Conveyor-mode electron shuttling through a T-junction in Si/SiGe
- URL: http://arxiv.org/abs/2601.03942v1
- Date: Wed, 07 Jan 2026 14:00:11 GMT
- Title: Conveyor-mode electron shuttling through a T-junction in Si/SiGe
- Authors: Max Beer, Ran Xue, Lennart Deda, Stefan Trellenkamp, Jhih-Sian Tu, Paul Surrey, Inga Seidler, Hendrik Bluhm, Lars R. Schreiber,
- Abstract summary: Conveyor-mode shuttling in Si/SiGe devices enables adiabatic transfer of single electrons, electron patterns and spin qubits confined in quantum dots.<n>To realize their full potential, linear shuttle lanes must connect into a two-dimensional grid with controllable routing.<n>We introduce a T-junction device linking two independently driven shuttle lanes.
- Score: 0.3033811895112681
- License: http://arxiv.org/licenses/nonexclusive-distrib/1.0/
- Abstract: Conveyor-mode shuttling in gated Si/SiGe devices enables adiabatic transfer of single electrons, electron patterns and spin qubits confined in quantum dots across several microns with a scalable number of signal lines. To realize their full potential, linear shuttle lanes must connect into a two-dimensional grid with controllable routing. We introduce a T-junction device linking two independently driven shuttle lanes. Electron routing across the junction requires no extra control lines beyond the four channels per conveyor belt. We measure an inter-lane charge transfer fidelity of $F = 100.0000000^{+0}_{-9\times 10^{-7}}\,\%$ at an instantaneous electron velocity of $270\,\mathrm{mm}\,\mathrm{s}^{-1}$. The filling of 54 quantum dots is controlled by simple atomic pulses, allowing us to swap electron patterns, laying the groundwork for a native spin-qubit SWAP gate. This T-junction establishes a path towards scalable, two-dimensional quantum computing architectures with flexible spin qubit routing for quantum error correction.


Exercise brief -> Give only the number of lines in the records that include "disphotic".

Source data:
++++++++++

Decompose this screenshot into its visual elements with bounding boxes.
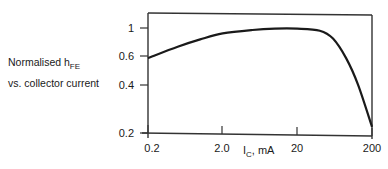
y-tick-label: 1 [128,22,134,34]
x-tick-label: 2.0 [214,142,229,154]
plot-area: 10.60.40.20.22.020200IC, mA [0,0,388,169]
x-tick-label: 200 [363,142,381,154]
x-axis [142,133,372,136]
x-tick-label: 20 [291,142,303,154]
x-tick-label: 0.2 [144,142,159,154]
y-tick-label: 0.2 [119,127,134,139]
y-tick-label: 0.6 [119,50,134,62]
hfe-curve [148,28,372,126]
y-tick-label: 0.4 [119,79,134,91]
x-axis-label: IC, mA [243,144,275,159]
frame-top [148,13,372,15]
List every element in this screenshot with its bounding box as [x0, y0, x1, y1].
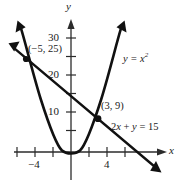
y-axis-label: y	[66, 1, 71, 12]
point-label-minus5-25: (−5, 25)	[28, 44, 62, 55]
point-label-3-9: (3, 9)	[101, 101, 124, 112]
x-tick-label-minus4: −4	[28, 159, 40, 170]
graph-figure: y x 30 20 10 −4 4 (−5, 25) (3, 9) y = x2…	[0, 0, 179, 184]
parabola-equation-exponent: 2	[145, 51, 149, 59]
point-marker-3-9	[95, 115, 102, 122]
parabola-equation-lead: y = x	[123, 53, 145, 64]
x-axis-label: x	[169, 145, 174, 156]
x-tick-label-4: 4	[104, 159, 110, 170]
point-marker-minus5-25	[23, 56, 29, 62]
y-tick-label-10: 10	[48, 106, 59, 117]
line-equation-plus: +	[121, 121, 132, 132]
x-axis	[14, 147, 167, 157]
graph-canvas	[0, 0, 179, 184]
line-equation-label: 2x + y = 15	[111, 122, 158, 133]
y-tick-label-20: 20	[48, 69, 59, 80]
line-equation-rhs: = 15	[137, 121, 159, 132]
parabola-equation-label: y = x2	[123, 52, 148, 64]
y-tick-label-30: 30	[48, 32, 59, 43]
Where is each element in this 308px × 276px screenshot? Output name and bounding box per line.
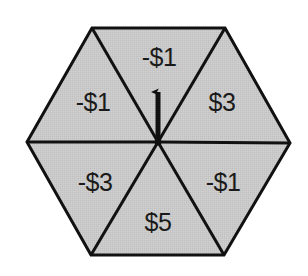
spinner-svg bbox=[0, 0, 308, 276]
divider-to-right-vertex bbox=[158, 142, 290, 143]
arrow-pivot bbox=[155, 139, 162, 146]
spinner-pointer-arrow bbox=[155, 92, 162, 145]
spinner-figure: -$1 $3 -$1 $5 -$3 -$1 bbox=[0, 0, 308, 276]
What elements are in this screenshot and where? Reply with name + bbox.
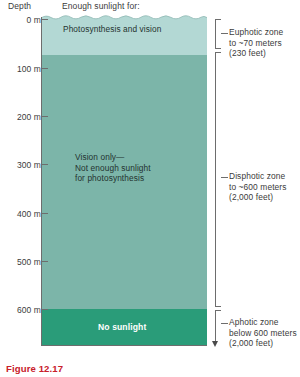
aphotic-annotation-line-3: (2,000 feet) [229, 338, 297, 349]
depth-tick-600 [41, 309, 48, 310]
depth-tick-100 [41, 68, 48, 69]
aphotic-zone-caption: No sunlight [98, 322, 146, 333]
depth-label-300: 300 m [5, 160, 41, 170]
depth-tick-200 [41, 116, 48, 117]
disphotic-bracket-stem [221, 177, 228, 178]
depth-tick-300 [41, 164, 48, 165]
euphotic-zone-caption: Photosynthesis and vision [63, 24, 161, 35]
disphotic-annotation-line-1: Disphotic zone [229, 171, 287, 182]
aphotic-annotation: Aphotic zone below 600 meters (2,000 fee… [229, 317, 297, 349]
depth-tick-400 [41, 213, 48, 214]
zone-annotations: Euphotic zone to ~70 meters (230 feet) D… [207, 0, 300, 377]
disphotic-annotation-line-3: (2,000 feet) [229, 192, 287, 203]
disphotic-caption-line-1: Vision only— [75, 152, 151, 163]
figure-caption: Figure 12.17 [6, 363, 63, 374]
depth-label-200: 200 m [5, 112, 41, 122]
sunlight-column-header: Enough sunlight for: [62, 1, 140, 11]
sea-surface-waves-icon [41, 13, 207, 21]
euphotic-bracket [215, 19, 221, 49]
downward-arrow-icon [212, 341, 218, 347]
depth-label-500: 500 m [5, 257, 41, 267]
aphotic-annotation-line-1: Aphotic zone [229, 317, 297, 328]
euphotic-annotation-line-3: (230 feet) [229, 48, 283, 59]
euphotic-annotation: Euphotic zone to ~70 meters (230 feet) [229, 27, 283, 59]
depth-tick-0 [41, 19, 48, 20]
depth-label-400: 400 m [5, 209, 41, 219]
euphotic-annotation-line-1: Euphotic zone [229, 27, 283, 38]
disphotic-bracket [215, 52, 221, 307]
euphotic-annotation-line-2: to ~70 meters [229, 38, 283, 49]
disphotic-annotation: Disphotic zone to ~600 meters (2,000 fee… [229, 171, 287, 203]
euphotic-bracket-stem [221, 33, 228, 34]
disphotic-caption-line-3: for photosynthesis [75, 173, 151, 184]
disphotic-zone-caption: Vision only— Not enough sunlight for pho… [75, 152, 151, 184]
aphotic-annotation-line-2: below 600 meters [229, 328, 297, 339]
depth-scale: 0 m 100 m 200 m 300 m 400 m 500 m 600 m [0, 0, 41, 377]
depth-label-0: 0 m [5, 15, 41, 25]
depth-tick-500 [41, 261, 48, 262]
depth-label-600: 600 m [5, 305, 41, 315]
disphotic-annotation-line-2: to ~600 meters [229, 182, 287, 193]
aphotic-bracket-stem [221, 323, 228, 324]
disphotic-caption-line-2: Not enough sunlight [75, 163, 151, 174]
depth-label-100: 100 m [5, 64, 41, 74]
aphotic-bracket [215, 310, 221, 342]
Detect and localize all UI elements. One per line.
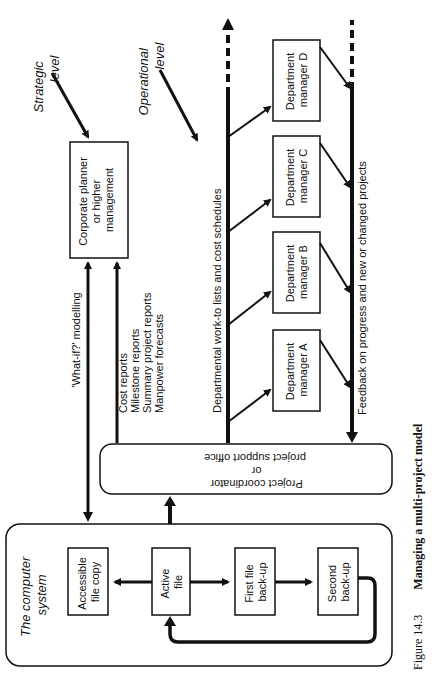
operational-arrow — [160, 70, 197, 140]
first-backup-box — [235, 548, 275, 615]
department-manager-a: Department manager A — [228, 330, 350, 422]
operational-level-label: Operational level — [136, 42, 167, 116]
department-manager-c: Department manager C — [228, 136, 350, 232]
worklists-arrowhead — [222, 18, 234, 30]
first-backup-label: First file back-up — [243, 561, 268, 603]
active-file-box — [152, 548, 190, 615]
svg-text:Operational level: Operational level — [136, 42, 167, 116]
strategic-arrow — [52, 73, 88, 137]
second-backup-label: Second back-up — [326, 562, 351, 602]
feedback-label: Feedback on progress and new or changed … — [356, 161, 368, 415]
department-manager-b: Department manager B — [228, 232, 350, 325]
second-backup-box — [318, 548, 358, 615]
svg-text:Department manager B: Department manager B — [284, 242, 309, 303]
what-if-label: 'What-if?' modelling — [70, 292, 82, 387]
coordinator-arrowhead-up — [164, 496, 176, 506]
multi-project-diagram: Strategic level Operational level Corpor… — [0, 0, 432, 678]
department-manager-d: Department manager D — [228, 40, 350, 137]
worklists-label: Departmental work-to lists and cost sche… — [211, 188, 223, 413]
accessible-file-copy-label: Accessible file copy — [76, 554, 101, 610]
reports-label: Cost reports Milestone reports Summary p… — [117, 290, 165, 414]
svg-text:Department manager D: Department manager D — [284, 50, 309, 111]
figure-caption: Figure 14.3 Managing a multi-project mod… — [411, 423, 425, 670]
svg-text:Department manager C: Department manager C — [284, 146, 309, 207]
what-if-arrowhead-down — [83, 512, 93, 522]
svg-text:Department manager A: Department manager A — [284, 340, 309, 401]
feedback-arrowhead — [346, 432, 358, 443]
accessible-file-copy-box — [68, 548, 108, 615]
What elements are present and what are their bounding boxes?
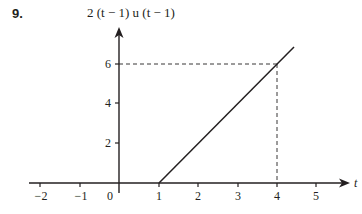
ramp-function-plot: −2 −1 0 1 2 3 4 5 t 6 4 2: [0, 0, 362, 214]
y-tick-label: 4: [105, 96, 111, 110]
x-tick-label: 5: [313, 189, 319, 203]
x-tick-label: 0: [107, 189, 113, 203]
ramp-line: [159, 47, 294, 183]
x-tick-label: 1: [156, 189, 162, 203]
x-tick-label: −1: [75, 189, 88, 203]
x-axis-label: t: [354, 176, 358, 190]
x-tick-label: 4: [274, 189, 280, 203]
y-tick-label: 2: [105, 136, 111, 150]
x-tick-label: −2: [35, 189, 48, 203]
y-tick-label: 6: [105, 57, 111, 71]
x-tick-label: 2: [195, 189, 201, 203]
x-tick-label: 3: [235, 189, 241, 203]
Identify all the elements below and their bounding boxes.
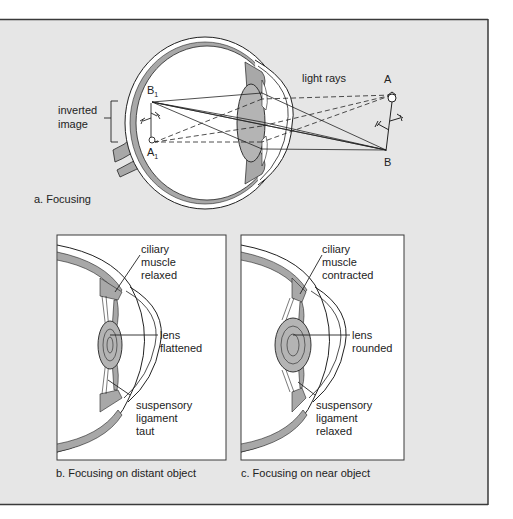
panel-c-ciliary-line2: muscle	[322, 256, 357, 269]
point-b-label: B	[384, 156, 391, 169]
point-b1-subscript: 1	[154, 91, 158, 98]
panel-c-ligament-line1: suspensory	[316, 399, 372, 412]
light-rays-label: light rays	[302, 72, 346, 85]
panel-b-lens-line2: flattened	[160, 342, 202, 355]
panel-b-ciliary-line2: muscle	[141, 256, 176, 269]
point-a1-subscript: 1	[154, 153, 158, 160]
panel-b-ligament-line1: suspensory	[136, 399, 192, 412]
panel-b-ligament-line2: ligament	[136, 412, 178, 425]
lens-flattened	[98, 321, 122, 369]
inverted-image-label-line1: inverted	[58, 104, 97, 117]
eye-focusing-figure: inverted image light rays A B B1 A1 a. F…	[0, 0, 513, 519]
panel-a-caption: a. Focusing	[34, 193, 91, 206]
panel-c-caption: c. Focusing on near object	[241, 467, 370, 480]
point-a1-label: A1	[147, 146, 158, 163]
inverted-image-label-line2: image	[58, 118, 88, 131]
panel-b-ciliary-line3: relaxed	[141, 269, 177, 282]
point-a-label: A	[384, 73, 391, 86]
panel-b-lens-line1: lens	[160, 329, 180, 342]
panel-c-ligament-line2: ligament	[316, 412, 358, 425]
lens	[237, 84, 265, 162]
panel-c-ciliary-line3: contracted	[322, 269, 373, 282]
panel-b-caption: b. Focusing on distant object	[56, 467, 196, 480]
panel-c-ligament-line3: relaxed	[316, 425, 352, 438]
panel-b-ligament-line3: taut	[136, 425, 154, 438]
point-b1-label: B1	[147, 84, 158, 101]
figure-artwork	[0, 0, 513, 519]
panel-c-ciliary-line1: ciliary	[322, 243, 350, 256]
panel-c-lens-line1: lens	[352, 329, 372, 342]
panel-b-ciliary-line1: ciliary	[141, 243, 169, 256]
panel-c-lens-line2: rounded	[352, 342, 392, 355]
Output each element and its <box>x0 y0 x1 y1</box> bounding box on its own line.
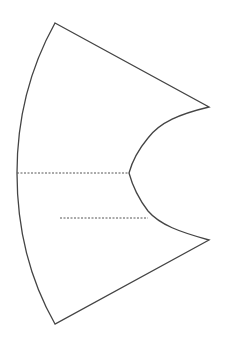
diagram-canvas <box>0 0 227 347</box>
pattern-piece-drawing <box>0 0 227 347</box>
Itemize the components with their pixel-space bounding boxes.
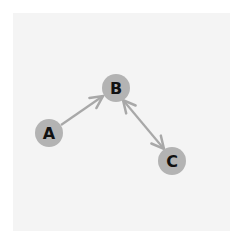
node-c[interactable]: C: [158, 147, 186, 175]
node-a[interactable]: A: [35, 119, 63, 147]
edge-b-to-c: [123, 100, 164, 149]
node-a-label: A: [43, 124, 56, 143]
edge-a-to-b: [61, 96, 103, 125]
graph-canvas: A B C: [0, 0, 241, 242]
node-c-label: C: [166, 152, 178, 171]
node-b-label: B: [110, 79, 122, 98]
node-b[interactable]: B: [102, 74, 130, 102]
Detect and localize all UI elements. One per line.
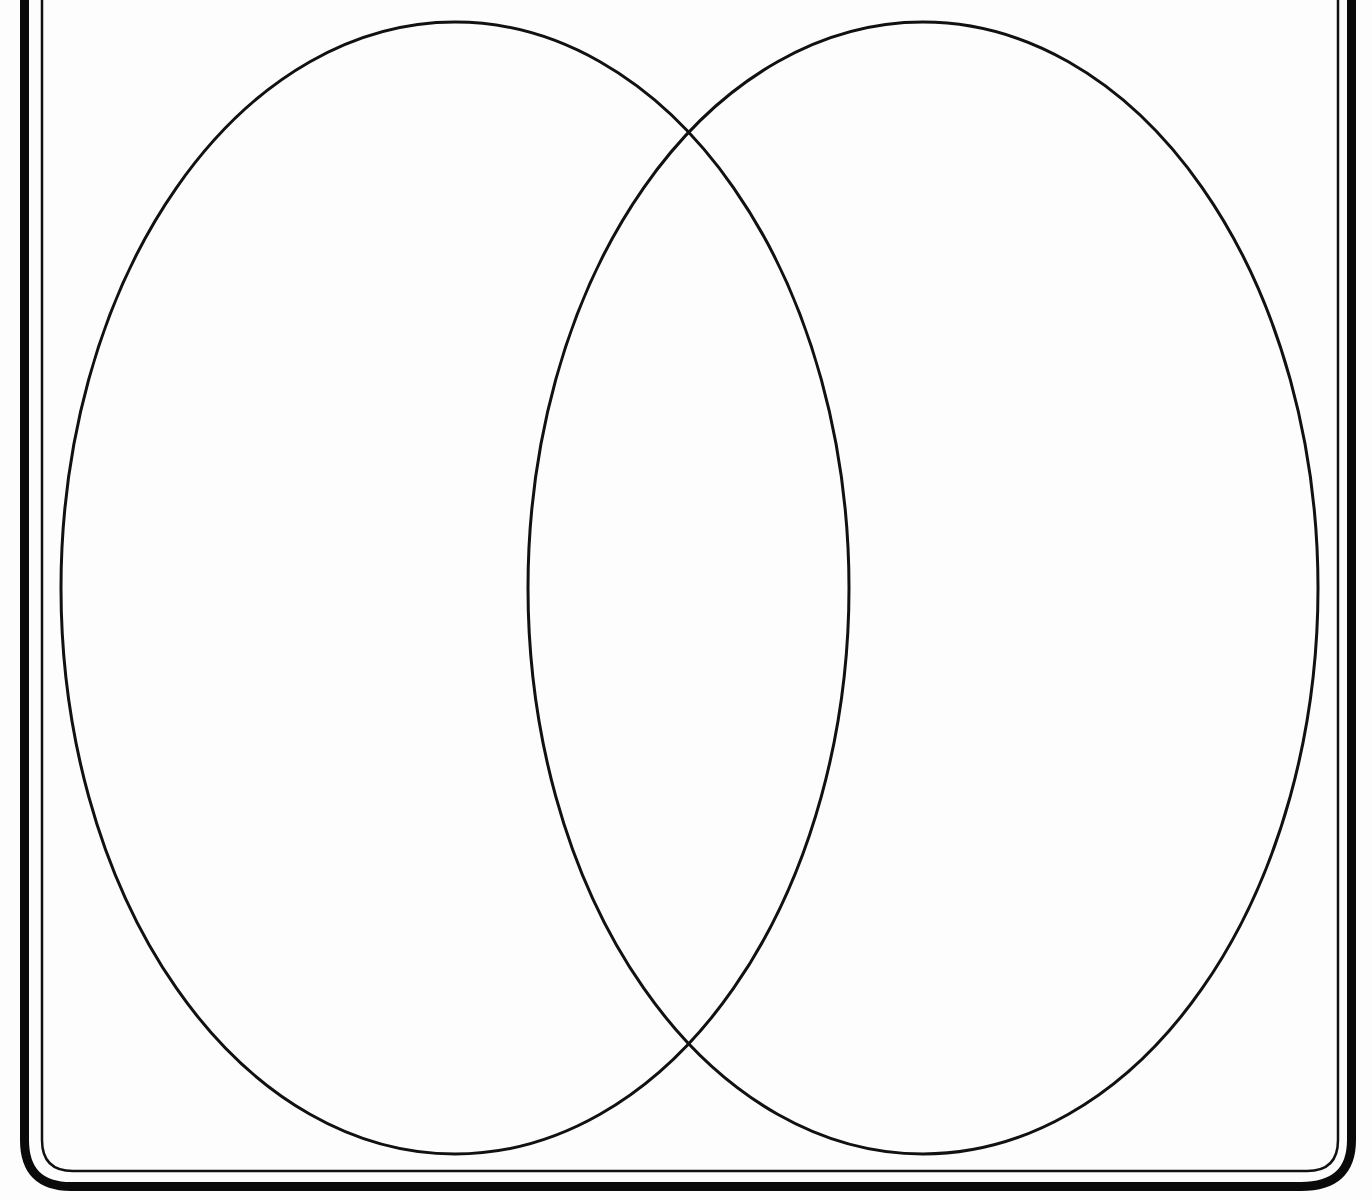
venn-diagram-svg	[0, 0, 1372, 1200]
inner-frame-border	[42, 0, 1338, 1171]
venn-diagram-canvas	[0, 0, 1372, 1200]
venn-set-left	[61, 22, 849, 1154]
outer-frame-border	[25, 0, 1352, 1187]
venn-set-right	[528, 22, 1318, 1154]
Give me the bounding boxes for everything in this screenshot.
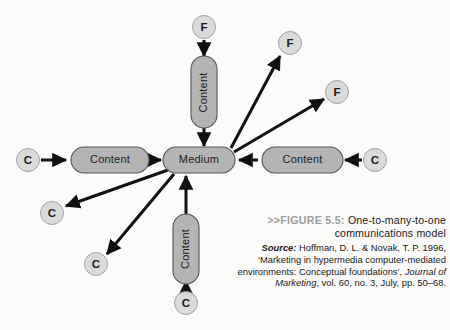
- figure-caption: >>FIGURE 5.5: One-to-many-to-one communi…: [196, 214, 446, 289]
- node-c-right-label: C: [371, 154, 379, 166]
- figure-page: Medium Content Content Content Content C: [0, 0, 450, 330]
- journal-name-part-2: Marketing: [275, 277, 316, 288]
- source-line-3: environments: Conceptual foundations’, J…: [196, 266, 446, 278]
- figure-title-part-2: communications model: [335, 227, 446, 239]
- node-c-lower-left-1-label: C: [48, 207, 56, 219]
- journal-name-part-1: Journal of: [405, 266, 446, 277]
- edge-medium-to-f-upper-right-2: [234, 99, 324, 152]
- figure-title-line-1: >>FIGURE 5.5: One-to-many-to-one: [196, 214, 446, 227]
- figure-number-tag: >>FIGURE 5.5:: [267, 214, 345, 226]
- source-line-1-text: Hoffman, D. L. & Novak, T. P. 1996,: [296, 242, 446, 253]
- node-content-bottom-label: Content: [179, 229, 191, 269]
- node-c-left[interactable]: C: [17, 149, 40, 172]
- node-f-top[interactable]: F: [193, 16, 216, 39]
- figure-title-line-2: communications model: [196, 227, 446, 240]
- node-c-right[interactable]: C: [364, 149, 387, 172]
- node-f-upper-right-2-label: F: [333, 86, 340, 98]
- source-line-4: Marketing, vol. 60, no. 3, July, pp. 50–…: [196, 277, 446, 289]
- source-label: Source:: [262, 242, 297, 253]
- node-medium-label: Medium: [179, 153, 219, 165]
- node-medium[interactable]: Medium: [163, 147, 235, 173]
- node-c-lower-left-2-label: C: [92, 258, 100, 270]
- node-content-right[interactable]: Content: [262, 147, 343, 173]
- figure-title-part-1: One-to-many-to-one: [348, 214, 446, 226]
- figure-source: Source: Hoffman, D. L. & Novak, T. P. 19…: [196, 242, 446, 288]
- node-f-upper-right-1[interactable]: F: [279, 32, 302, 55]
- node-content-left[interactable]: Content: [71, 147, 149, 173]
- node-c-bottom[interactable]: C: [175, 292, 198, 315]
- node-f-top-label: F: [200, 21, 207, 33]
- node-content-right-label: Content: [283, 153, 323, 165]
- node-f-upper-right-1-label: F: [286, 37, 293, 49]
- node-content-top-label: Content: [197, 73, 209, 113]
- source-line-2: ‘Marketing in hypermedia computer-mediat…: [196, 254, 446, 266]
- node-c-lower-left-2[interactable]: C: [85, 253, 108, 276]
- node-content-top[interactable]: Content: [191, 56, 217, 128]
- source-line-3-text: environments: Conceptual foundations’,: [238, 266, 405, 277]
- node-content-left-label: Content: [90, 153, 130, 165]
- source-line-1: Source: Hoffman, D. L. & Novak, T. P. 19…: [196, 242, 446, 254]
- edge-medium-to-f-upper-right-1: [231, 56, 280, 148]
- edge-medium-to-c-lower-left-2: [107, 174, 174, 254]
- node-f-upper-right-2[interactable]: F: [326, 81, 349, 104]
- source-line-4-text: , vol. 60, no. 3, July, pp. 50–68.: [316, 277, 446, 288]
- node-c-bottom-label: C: [182, 297, 190, 309]
- node-c-lower-left-1[interactable]: C: [41, 202, 64, 225]
- node-c-left-label: C: [24, 154, 32, 166]
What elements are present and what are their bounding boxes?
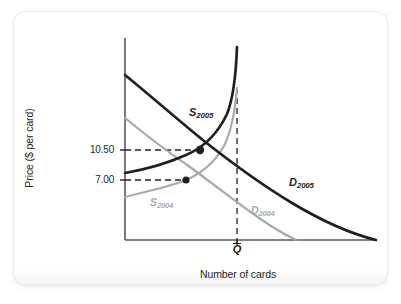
curve-label-d2004: D2004: [251, 204, 275, 216]
curve-label-d2005-base: D: [289, 176, 297, 188]
curve-label-s2005: S2005: [189, 106, 213, 118]
curve-label-s2004-base: S: [150, 196, 157, 208]
figure-page: Price ($ per card) Number of cards 10.50…: [0, 0, 401, 304]
curve-label-s2004: S2004: [150, 196, 173, 208]
curve-label-s2005-year: 2005: [196, 111, 213, 120]
equilibrium-point-2005: [196, 146, 204, 154]
equilibrium-point-2004: [182, 176, 189, 183]
curve-d2004: [125, 118, 296, 240]
curve-label-d2004-year: 2004: [259, 209, 275, 218]
curve-label-d2004-base: D: [251, 204, 259, 216]
curve-label-d2005: D2005: [289, 176, 314, 188]
y-tick-label-700: 7.00: [66, 174, 114, 185]
x-axis-title: Number of cards: [148, 268, 328, 280]
qbar-letter: Q: [233, 243, 242, 255]
y-tick-label-1050: 10.50: [66, 144, 114, 155]
supply-demand-plot: [0, 0, 401, 304]
y-axis-title: Price ($ per card): [23, 86, 35, 210]
x-tick-label-qbar: Q: [225, 243, 249, 255]
curve-label-d2005-year: 2005: [297, 181, 314, 190]
curve-label-s2004-year: 2004: [157, 201, 173, 210]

++++++++++

Response to this task -> 10